Zolan Rzzdik, Earth Observer to the Admiralty, was not a happy man.
"A hundred years, Rover," Zolan said, looking about the enormous flight deck of his spacecraft and nodding, "that's a long time. A century of hard work, and you know what's going to happen, Rover o l' boy?" Zolan asked in mock curiosity/ "They're going to blow it up:" he said through another disdainful chuckle.
Finishing, he threw the container across the bridge, stood up, and began to pace back and forth.
"It is an unexpected and unfortunate development, Zolan, and I share your sorrow," the Rover began diplomatically. "But it cannot be allowed to cloud your judgment. If you force the Hall open this soon, you are jeopardizing the gravitational stability of an entire star system."

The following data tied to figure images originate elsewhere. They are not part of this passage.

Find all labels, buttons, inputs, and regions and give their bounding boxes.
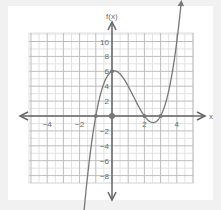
x-axis-label: x xyxy=(209,112,213,121)
y-tick-label: 8 xyxy=(105,52,110,61)
y-tick-label: −2 xyxy=(100,127,110,136)
x-tick-label: 2 xyxy=(142,120,147,129)
y-tick-label: −4 xyxy=(100,142,110,151)
marked-point xyxy=(142,114,146,118)
function-graph: x f(x) −4−224108642−2−4−6−8 xyxy=(0,0,221,210)
marked-point xyxy=(110,69,114,73)
y-tick-label: −6 xyxy=(100,157,110,166)
y-tick-label: −8 xyxy=(100,172,110,181)
x-tick-label: 4 xyxy=(175,120,180,129)
y-tick-label: 2 xyxy=(105,97,110,106)
marked-point xyxy=(94,114,98,118)
y-tick-label: 4 xyxy=(105,82,110,91)
axes: x f(x) xyxy=(20,12,213,200)
y-tick-label: 10 xyxy=(100,38,109,47)
marked-point xyxy=(109,113,115,119)
marked-point xyxy=(159,114,163,118)
y-axis-label: f(x) xyxy=(106,12,118,21)
x-tick-label: −4 xyxy=(43,120,53,129)
function-curve xyxy=(82,6,181,210)
x-tick-label: −2 xyxy=(75,120,85,129)
curve-upper-arrow-icon xyxy=(178,0,184,6)
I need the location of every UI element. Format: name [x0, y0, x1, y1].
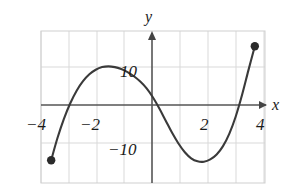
- x-axis-name: x: [271, 96, 279, 113]
- y-tick-label-neg10: −10: [108, 140, 137, 159]
- figure-background: [0, 0, 297, 194]
- x-tick-label-neg4: −4: [26, 115, 46, 134]
- x-tick-label-neg2: −2: [80, 115, 100, 134]
- endpoint-left-dot: [47, 156, 55, 164]
- y-tick-label-10: 10: [120, 62, 138, 81]
- cubic-function-plot: −4 −2 2 4 10 −10 y x: [0, 0, 297, 194]
- graph-figure: −4 −2 2 4 10 −10 y x: [0, 0, 297, 194]
- y-axis-name: y: [143, 8, 153, 26]
- x-tick-label-2: 2: [200, 115, 209, 134]
- endpoint-right-dot: [251, 42, 259, 50]
- x-tick-label-4: 4: [256, 115, 265, 134]
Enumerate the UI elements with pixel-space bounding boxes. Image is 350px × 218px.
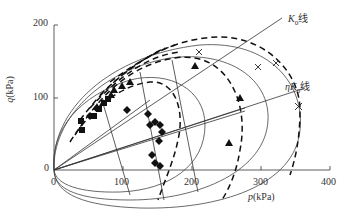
x-tick-label-400: 400 bbox=[321, 176, 336, 187]
triangle-marker bbox=[225, 139, 233, 146]
yield-curve-3 bbox=[54, 77, 205, 192]
square-marker bbox=[79, 127, 85, 133]
k0-suffix: 线 bbox=[298, 13, 308, 24]
k0-line bbox=[54, 18, 282, 170]
x-axis-unit: (kPa) bbox=[253, 191, 275, 202]
y-axis-symbol: q bbox=[4, 98, 15, 103]
x-tick-label-200: 200 bbox=[184, 176, 199, 187]
triangle-marker bbox=[191, 62, 199, 69]
y-tick-label-0: 0 bbox=[44, 162, 49, 173]
k0-line-label: K0线 bbox=[288, 10, 308, 27]
dashed-arc-6 bbox=[110, 45, 175, 82]
eta-k0-line-label: ηK0线 bbox=[285, 78, 310, 95]
x-tick-label-100: 100 bbox=[114, 176, 129, 187]
dashed-arc-2 bbox=[75, 57, 242, 200]
axes bbox=[54, 25, 330, 170]
diamond-marker bbox=[123, 106, 131, 114]
y-axis-title: q(kPa) bbox=[4, 76, 15, 103]
cross-marker bbox=[273, 60, 279, 66]
y-tick-label-100: 100 bbox=[33, 91, 48, 102]
y-axis-unit: (kPa) bbox=[4, 76, 15, 98]
eta-k-symbol: K bbox=[290, 81, 297, 92]
unload-line-2 bbox=[140, 72, 164, 200]
x-axis-title: p(kPa) bbox=[248, 191, 275, 202]
k0-symbol: K bbox=[288, 13, 295, 24]
cross-marker bbox=[196, 49, 202, 55]
y-tick-label-200: 200 bbox=[33, 17, 48, 28]
cross-marker bbox=[255, 64, 261, 70]
unload-line-3 bbox=[172, 60, 198, 192]
triangle-marker bbox=[118, 82, 126, 89]
x-tick-label-300: 300 bbox=[253, 176, 268, 187]
x-tick-label-0: 0 bbox=[51, 176, 56, 187]
diamond-marker bbox=[158, 128, 166, 136]
diamond-marker bbox=[144, 110, 152, 118]
eta-k0-suffix: 线 bbox=[300, 81, 310, 92]
square-marker bbox=[78, 118, 84, 124]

"So what?" Zolan grunted, shoving his hands into his overalls, and staring at the Rover's computer panels like a naughty boy, "This is the only inhabited planet in the system. Let it get tossed around by the Hall a little. In a few hours, it's going to have the hell beaten out of it by these idiots."
"Nevertheless, Zolan, forcing Hall aperture is unwarranted ..."
Zolan snatched the flask lying on the floor and stormed out of the spacecraft and the barn that enclosed it into the hot desert air.
The Rover could be a royal pain when it wanted to be and Zolan didn't need further aggravation than he already had today. Of course, he realized that his ship was absolutely correct; to artificially breach the Hall, a natural celestial wormhole which allowed the enormous distances between stars to be brooked, was a dangerous maneuver and could theoretically cause much destruction in the vicinity of space in which it appeared. Already, the sun in this system was bobbing up and down like a stellar buoy because of Zolan's impatient evocation of the warp, which in turn was affecting the orbital planes of its satellites - one of which Zolan had been living on for the past hundred years.